A NEW THEORY OF LIGHT AND COLOURS.[1] |
By Sir ISAAC NEWTON.
SIR,—To perform my late promise to you, I shall without further ceremony acquaint you, that in the beginning of the year 1666 (at which time I applied myself to the grinding of optic glasses of other figures than spherical,) I procured a triangular glass prism, to try therewith the celebrated phænomena of colours. And for that purpose having darkened my chamber, and made a small hole in my window shuts, to let in a convenient quantity of the sun's light, I placed my prism at his entrance, that it might be thereby refracted to the opposite wall. It was at first a very pleasing diversion to view the vivid and intense colours produced thereby; but after a while applying myself to consider them more circumspectly, I was surprised to see them in an oblong form; which according to the received laws of refraction, I expected would have been circular. They were terminated at the sides with strait lines, but at the ends, the decay of light was so gradual, that it was difficult to determine justly what was their figure; yet they seemed semicircular.
Comparing the length of this coloured spectrum with its breadth, I found it about five times greater; a disproportion so extravagant, that it excited me to a more than ordinary curiosity of examining from whence it might proceed. I could scarce think, that the various thickness of the glass, or the termination with shadow or darkness, could have any influence on light to produce such an effect; yet I thought it not amiss, first to examine those circumstances, and so tried what would happen by transmitting light through parts of the glass of divers thicknesses, or through holes in the window of divers sizes, or by setting the prism without, so that the light might pass through it, and be refracted before it was terminated by the hole: but I found none of those circumstances material. The fashion of the colours was in all these cases the same.
Then I suspected, whether by any unevenness in the glass; or other contingent irregularity, these colours might be thus dilated. And to try this, I took another prism like the former, and so placed it, that the light passing through them both, might be refracted con-
- ↑ This letter communicated to the editor of the transactions of the Royal Society on February 6, 1672, contains the first statement of Newton's discovery of the different colors and refrangibility of the rays of light.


PROBLEM STATEMENT: Out of the lines below, please list those that hold the string "label".

DATA RECORDS START

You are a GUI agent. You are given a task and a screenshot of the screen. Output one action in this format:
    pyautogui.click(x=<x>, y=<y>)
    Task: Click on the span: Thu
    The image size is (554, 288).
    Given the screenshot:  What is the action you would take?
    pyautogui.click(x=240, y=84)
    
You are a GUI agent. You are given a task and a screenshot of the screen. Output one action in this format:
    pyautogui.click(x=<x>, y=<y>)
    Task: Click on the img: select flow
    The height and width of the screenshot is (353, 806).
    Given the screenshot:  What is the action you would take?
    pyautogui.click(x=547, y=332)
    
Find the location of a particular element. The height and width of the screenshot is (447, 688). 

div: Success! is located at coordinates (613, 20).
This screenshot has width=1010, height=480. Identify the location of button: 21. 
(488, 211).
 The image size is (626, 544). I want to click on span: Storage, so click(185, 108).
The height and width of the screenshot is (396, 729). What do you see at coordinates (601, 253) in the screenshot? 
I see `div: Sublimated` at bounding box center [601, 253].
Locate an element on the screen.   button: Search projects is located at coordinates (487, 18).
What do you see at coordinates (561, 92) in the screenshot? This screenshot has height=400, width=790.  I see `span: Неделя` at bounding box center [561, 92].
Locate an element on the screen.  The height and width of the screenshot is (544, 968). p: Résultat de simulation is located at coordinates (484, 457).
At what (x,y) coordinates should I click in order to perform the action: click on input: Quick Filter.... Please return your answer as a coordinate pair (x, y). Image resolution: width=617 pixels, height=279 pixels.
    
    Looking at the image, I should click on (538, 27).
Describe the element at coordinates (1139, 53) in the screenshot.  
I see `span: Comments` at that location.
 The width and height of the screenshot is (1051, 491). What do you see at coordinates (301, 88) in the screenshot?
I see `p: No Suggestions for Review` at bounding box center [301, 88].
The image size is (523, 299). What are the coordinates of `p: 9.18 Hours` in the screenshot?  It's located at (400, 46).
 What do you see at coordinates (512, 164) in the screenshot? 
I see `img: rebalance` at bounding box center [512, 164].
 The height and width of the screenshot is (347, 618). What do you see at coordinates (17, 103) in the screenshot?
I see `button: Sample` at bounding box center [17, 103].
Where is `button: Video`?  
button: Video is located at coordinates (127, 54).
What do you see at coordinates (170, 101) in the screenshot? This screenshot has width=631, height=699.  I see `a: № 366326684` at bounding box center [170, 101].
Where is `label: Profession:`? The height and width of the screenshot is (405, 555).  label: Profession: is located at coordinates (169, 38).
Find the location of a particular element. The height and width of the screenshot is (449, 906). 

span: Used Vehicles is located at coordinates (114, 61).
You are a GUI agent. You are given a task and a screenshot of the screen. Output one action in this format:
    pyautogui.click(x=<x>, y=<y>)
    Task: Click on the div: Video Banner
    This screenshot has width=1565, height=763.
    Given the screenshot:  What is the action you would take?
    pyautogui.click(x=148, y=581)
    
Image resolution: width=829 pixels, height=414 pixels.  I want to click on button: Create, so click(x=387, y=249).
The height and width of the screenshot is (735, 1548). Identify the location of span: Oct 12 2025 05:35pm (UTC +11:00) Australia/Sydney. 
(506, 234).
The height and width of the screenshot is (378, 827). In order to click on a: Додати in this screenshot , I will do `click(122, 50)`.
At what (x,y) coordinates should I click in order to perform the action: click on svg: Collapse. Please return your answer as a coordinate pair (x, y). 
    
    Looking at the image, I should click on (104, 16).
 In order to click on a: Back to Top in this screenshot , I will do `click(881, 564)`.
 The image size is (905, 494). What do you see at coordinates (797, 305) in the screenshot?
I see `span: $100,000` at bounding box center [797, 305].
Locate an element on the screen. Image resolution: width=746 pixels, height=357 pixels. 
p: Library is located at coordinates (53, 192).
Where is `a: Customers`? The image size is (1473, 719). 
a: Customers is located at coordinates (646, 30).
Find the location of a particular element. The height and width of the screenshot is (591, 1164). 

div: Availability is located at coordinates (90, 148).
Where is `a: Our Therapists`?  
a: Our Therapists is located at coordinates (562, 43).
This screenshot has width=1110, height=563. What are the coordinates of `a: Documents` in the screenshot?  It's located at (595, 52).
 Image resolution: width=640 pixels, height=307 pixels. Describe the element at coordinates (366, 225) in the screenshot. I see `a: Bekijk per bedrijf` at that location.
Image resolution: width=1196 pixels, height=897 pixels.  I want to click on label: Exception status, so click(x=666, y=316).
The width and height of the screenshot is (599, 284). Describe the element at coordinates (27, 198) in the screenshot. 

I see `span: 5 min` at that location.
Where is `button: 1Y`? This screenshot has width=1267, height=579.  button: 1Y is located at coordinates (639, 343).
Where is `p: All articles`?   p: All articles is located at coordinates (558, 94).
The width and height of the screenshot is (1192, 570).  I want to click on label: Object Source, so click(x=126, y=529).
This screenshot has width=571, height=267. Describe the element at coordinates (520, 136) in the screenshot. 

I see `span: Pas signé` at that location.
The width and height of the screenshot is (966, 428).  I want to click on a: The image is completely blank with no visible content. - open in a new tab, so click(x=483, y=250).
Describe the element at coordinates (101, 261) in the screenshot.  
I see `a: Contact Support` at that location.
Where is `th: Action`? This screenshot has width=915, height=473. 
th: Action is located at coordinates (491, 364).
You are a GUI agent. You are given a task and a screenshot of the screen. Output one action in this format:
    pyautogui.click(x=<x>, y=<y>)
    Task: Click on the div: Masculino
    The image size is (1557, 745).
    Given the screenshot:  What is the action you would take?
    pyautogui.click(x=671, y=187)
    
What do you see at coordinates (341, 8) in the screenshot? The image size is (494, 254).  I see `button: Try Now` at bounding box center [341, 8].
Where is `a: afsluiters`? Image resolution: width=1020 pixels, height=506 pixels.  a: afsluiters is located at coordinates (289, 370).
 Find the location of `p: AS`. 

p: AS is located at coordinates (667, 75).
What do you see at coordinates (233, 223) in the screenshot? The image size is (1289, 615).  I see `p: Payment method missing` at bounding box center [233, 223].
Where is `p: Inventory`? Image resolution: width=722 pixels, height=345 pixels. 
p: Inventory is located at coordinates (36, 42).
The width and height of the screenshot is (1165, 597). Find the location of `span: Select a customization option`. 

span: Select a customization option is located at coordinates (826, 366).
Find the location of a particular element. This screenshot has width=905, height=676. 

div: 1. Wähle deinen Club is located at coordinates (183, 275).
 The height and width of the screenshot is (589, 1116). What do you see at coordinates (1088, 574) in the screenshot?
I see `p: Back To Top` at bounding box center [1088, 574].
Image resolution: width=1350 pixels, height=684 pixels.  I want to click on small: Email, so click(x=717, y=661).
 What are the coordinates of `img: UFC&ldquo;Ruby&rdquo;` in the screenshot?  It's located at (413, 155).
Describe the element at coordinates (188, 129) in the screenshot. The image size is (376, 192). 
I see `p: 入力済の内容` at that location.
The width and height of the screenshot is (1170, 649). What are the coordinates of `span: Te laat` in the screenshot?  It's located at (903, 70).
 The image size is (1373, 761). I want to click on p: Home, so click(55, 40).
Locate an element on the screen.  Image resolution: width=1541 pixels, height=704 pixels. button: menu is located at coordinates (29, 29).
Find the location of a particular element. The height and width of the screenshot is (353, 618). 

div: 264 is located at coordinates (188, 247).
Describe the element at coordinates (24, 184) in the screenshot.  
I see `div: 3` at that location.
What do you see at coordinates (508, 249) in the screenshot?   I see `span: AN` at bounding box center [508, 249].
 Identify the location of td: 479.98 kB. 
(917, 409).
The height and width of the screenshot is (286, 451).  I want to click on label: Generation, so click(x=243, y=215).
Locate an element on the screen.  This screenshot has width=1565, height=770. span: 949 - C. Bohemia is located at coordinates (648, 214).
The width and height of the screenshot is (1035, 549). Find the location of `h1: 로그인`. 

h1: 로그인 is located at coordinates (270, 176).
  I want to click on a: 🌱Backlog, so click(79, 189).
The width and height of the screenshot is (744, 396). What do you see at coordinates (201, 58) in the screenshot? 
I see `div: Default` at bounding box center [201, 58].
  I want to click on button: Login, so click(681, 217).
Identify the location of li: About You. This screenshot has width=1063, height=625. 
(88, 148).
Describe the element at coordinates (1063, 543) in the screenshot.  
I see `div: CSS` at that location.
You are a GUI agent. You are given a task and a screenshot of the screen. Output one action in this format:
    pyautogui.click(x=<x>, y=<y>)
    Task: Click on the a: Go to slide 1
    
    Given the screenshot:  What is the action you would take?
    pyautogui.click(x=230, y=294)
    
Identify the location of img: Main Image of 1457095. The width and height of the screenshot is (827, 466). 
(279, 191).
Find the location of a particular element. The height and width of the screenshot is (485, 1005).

DATA RECORDS END

WRITTEN SOLUTION:
Where is `label: Profession:`? The height and width of the screenshot is (405, 555).  label: Profession: is located at coordinates (169, 38).
Image resolution: width=1196 pixels, height=897 pixels.  I want to click on label: Exception status, so click(x=666, y=316).
The width and height of the screenshot is (1192, 570).  I want to click on label: Object Source, so click(x=126, y=529).
The height and width of the screenshot is (286, 451).  I want to click on label: Generation, so click(x=243, y=215).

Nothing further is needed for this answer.